Ikea PS 2014 Instagram Website

You open Instagram and land on Ikea_ps_2014. The grid does not look like a typical brand feed. Each tile behaves like a navigation button. Benches. Tables. Storage. You tap a category image, reveal hidden tags, and jump straight into product views. Instagram becomes the website.

The idea. A catalog built inside Instagram

Ikea has made a name for itself as a trustworthy and affordable source of stylish home decor. In Russia, to promote the PS 2014 collection, Ikea teams up with Moscow-based agency Instinct to approach Instagram in an entirely new way.

How it works. Categories in the grid, products in the tags

The Ikea_ps_2014 Instagram account serves as the campaign website. Each post represents a product category like benches or tables. When you tap a category image, hidden tags reveal “links” to the products within that category.

Every one of the 34 items in the collection also receives its own Instagram account. For example ps_laptop_station and ps_side_table.

Why it matters.
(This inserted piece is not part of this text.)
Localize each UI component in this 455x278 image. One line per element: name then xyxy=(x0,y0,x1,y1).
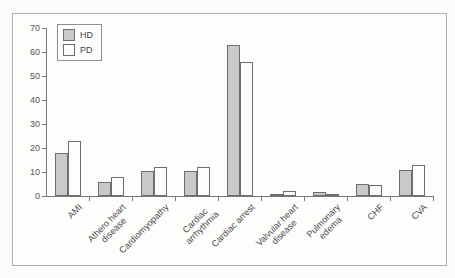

An app used beyond its intended design

The Instagram app is certainly never meant to be an Ikea catalog website. This innovative use has roots in previous brand campaigns that treat the feed as an interface, not just a stream of posts.

Where it connects. Earlier “feed as experience” examples

Earlier this year, Mazda and JWT Canada turned the car-maker’s Instagram feed into an interactive road trip, replacing specs with images and videos that followed the vehicle on an epic adventure. Over the course of four months, the campaign “Long Drive Home” helped grow Mazda Canada’s Instagram following by more than 300%.
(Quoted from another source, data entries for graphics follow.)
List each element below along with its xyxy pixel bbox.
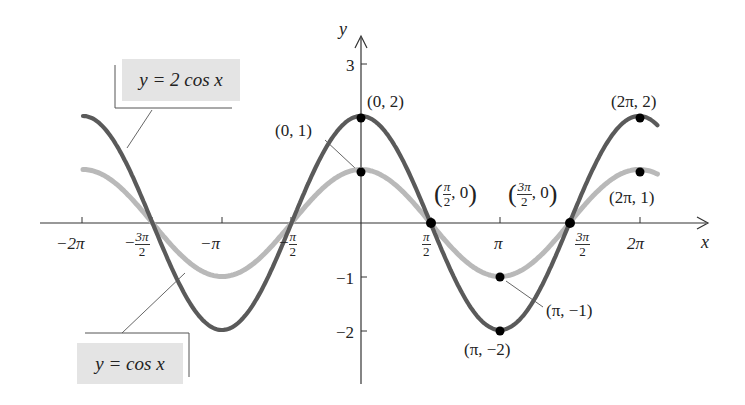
x-tick-pi: π (494, 235, 503, 252)
point-3pi2-0 (565, 218, 575, 228)
y-tick-3: 3 (346, 57, 355, 74)
legend-text-2cos: y = 2 cos x (139, 69, 223, 91)
x-tick-negpi2: −π2 (279, 230, 297, 258)
point-0-2 (357, 114, 366, 123)
point-0-1 (357, 168, 366, 177)
x-tick-neg2pi: −2π (56, 235, 85, 252)
label-point-3pi2-0: (3π2, 0) (508, 180, 557, 208)
leader-line-2cos (127, 110, 152, 148)
label-point-pi-m1: (π, −1) (546, 302, 593, 319)
x-tick-2pi: 2π (627, 235, 644, 252)
legend-text-cos: y = cos x (95, 353, 164, 375)
y-tick-neg1: −1 (336, 270, 354, 287)
label-point-0-2: (0, 2) (367, 93, 404, 110)
point-pi2-0 (426, 218, 436, 228)
x-tick-pi2: π2 (422, 230, 431, 258)
legend-label-cos: y = cos x (77, 343, 183, 384)
label-point-2pi-2: (2π, 2) (611, 93, 656, 110)
point-pi-m1 (496, 273, 505, 282)
x-tick-neg3pi2: −3π2 (125, 230, 150, 258)
x-tick-3pi2: 3π2 (575, 230, 590, 258)
point-2pi-2 (636, 114, 645, 123)
x-tick-negpi: −π (200, 235, 220, 252)
label-point-pi2-0: (π2, 0) (434, 180, 477, 208)
legend-label-2cos: y = 2 cos x (122, 59, 240, 101)
label-point-2pi-1: (2π, 1) (609, 189, 654, 206)
leader-line-cos (122, 273, 185, 333)
highlighted-points (357, 114, 645, 336)
label-point-pi-m2: (π, −2) (464, 341, 511, 358)
y-axis-label: y (339, 20, 347, 38)
label-point-0-1: (0, 1) (275, 122, 312, 139)
point-pi-m2 (496, 327, 505, 336)
point-2pi-1 (636, 168, 645, 177)
x-axis-label: x (701, 233, 709, 251)
y-tick-neg2: −2 (336, 324, 354, 341)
Similarly, the Toronto Silent Film Festival turned its feed tsff2014 on its side, creating an interactive timeline complete with factoids and video clips to celebrate Charlie Chaplin’s 100 years on film.
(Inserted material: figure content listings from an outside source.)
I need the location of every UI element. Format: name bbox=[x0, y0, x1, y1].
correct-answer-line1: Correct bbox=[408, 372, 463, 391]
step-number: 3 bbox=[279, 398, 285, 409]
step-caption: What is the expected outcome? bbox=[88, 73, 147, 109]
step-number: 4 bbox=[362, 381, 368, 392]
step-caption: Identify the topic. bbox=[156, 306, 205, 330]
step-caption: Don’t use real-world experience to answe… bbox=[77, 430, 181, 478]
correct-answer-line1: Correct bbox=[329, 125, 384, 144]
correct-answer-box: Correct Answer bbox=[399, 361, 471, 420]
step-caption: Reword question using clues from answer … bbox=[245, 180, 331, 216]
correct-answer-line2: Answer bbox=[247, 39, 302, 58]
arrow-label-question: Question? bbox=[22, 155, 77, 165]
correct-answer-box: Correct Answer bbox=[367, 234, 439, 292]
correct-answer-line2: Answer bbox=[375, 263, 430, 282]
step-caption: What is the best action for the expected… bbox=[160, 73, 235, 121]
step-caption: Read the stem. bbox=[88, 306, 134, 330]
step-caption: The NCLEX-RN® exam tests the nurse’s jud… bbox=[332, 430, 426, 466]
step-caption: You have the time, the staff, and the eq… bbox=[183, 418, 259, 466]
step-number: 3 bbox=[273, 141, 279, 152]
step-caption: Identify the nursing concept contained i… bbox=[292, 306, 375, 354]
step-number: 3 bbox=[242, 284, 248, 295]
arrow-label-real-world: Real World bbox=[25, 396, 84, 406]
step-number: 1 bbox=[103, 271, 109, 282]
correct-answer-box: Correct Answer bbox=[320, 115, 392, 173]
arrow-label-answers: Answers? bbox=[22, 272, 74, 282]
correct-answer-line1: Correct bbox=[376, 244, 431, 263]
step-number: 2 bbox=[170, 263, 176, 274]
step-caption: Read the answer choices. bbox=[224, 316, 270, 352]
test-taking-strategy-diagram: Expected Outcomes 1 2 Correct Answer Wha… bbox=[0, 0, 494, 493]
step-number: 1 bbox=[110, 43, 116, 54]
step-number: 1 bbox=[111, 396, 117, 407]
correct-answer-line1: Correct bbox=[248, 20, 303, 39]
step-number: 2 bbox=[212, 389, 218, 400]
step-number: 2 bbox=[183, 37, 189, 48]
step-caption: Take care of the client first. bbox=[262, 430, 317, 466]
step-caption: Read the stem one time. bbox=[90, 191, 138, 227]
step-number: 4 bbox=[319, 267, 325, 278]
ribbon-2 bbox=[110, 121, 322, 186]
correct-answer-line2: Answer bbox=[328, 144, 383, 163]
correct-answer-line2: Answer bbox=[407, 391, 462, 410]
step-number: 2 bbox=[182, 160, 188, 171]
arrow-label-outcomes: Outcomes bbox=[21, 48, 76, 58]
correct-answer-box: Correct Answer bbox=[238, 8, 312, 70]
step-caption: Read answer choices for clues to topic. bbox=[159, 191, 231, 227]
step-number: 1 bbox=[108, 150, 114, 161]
A few fast answers before you act

What is the Ikea PS 2014 Instagram website?
A campaign that uses an Instagram account as a navigable catalog, where grid posts act as categories and tags act as links to product accounts.

How do people navigate it?
Users tap category images in the grid, reveal hidden tags, and jump to specific product pages inside Instagram.

What is the key execution detail?
Each PS 2014 product gets its own Instagram account, so exploration happens via Instagram’s native follow, view, and tag behaviors.

Why does this work on mobile?
It uses a familiar mobile habit. Browsing a feed. Then turns it into structured discovery without forcing users into a new interface.

What is the transferable pattern?
Treat platform constraints as UI elements. Build navigation out of what the platform already provides instead of fighting it.

Drone-vertising

Unmanned aircrafts have been used to carry out military strikes, to film weddings and someday will even be used someday to deliver products from companies like Amazon, Netflix, Francesco’s Pizzeria and Flower Delivery Express.

Until the legalities of commercial use are cleared up by the local governments, companies in Russia and Brazil have gone ahead and created the first of their kind drone-vertising campaigns…

Russia

As ordinary advertising channels continue to be congested, Russian creative agency Hungry Boys used drones to advertise noodle company Wokker.

Wokker banners were attached to drones and launched around high-rise business buildings in Moscow’s financial district, drawing the attention of hundreds of people as they flew past office windows. This resulted in deliveries in the campaigned area to go up by 40%.

Brazil

Cup Noodles, the instant ramen noodles snack from Nissin-Ajinomoto, is being promoted in Brazil with the launch of drones with cows, chickens, corn cobs and shrimps. The two and a half minute film created by Dentsu Brazil for the brands online campaign, uses drones to take the instant noodles to surfers, skateboarders and highline walkers as they practice their sport.

The Donor Cable

Azerbaijan has the world’s highest number of children born with the blood disorder thalassemia, a hereditary disease primarily found among Mediterranean cultures. The illness requires extensive blood transfusions for babies, and hospitals often lack the needed amount of donated blood.

So Y&R Moscow partnered with Azerbaijan cellular network Nar Mobile to re-imagine blood donations for today’s digital world. Together they created a special wearable bracelet that let smartphone owners easily donate power to another.

The unique “donor cables” were an instant hit and the country saw an increase in blood donation by 335%.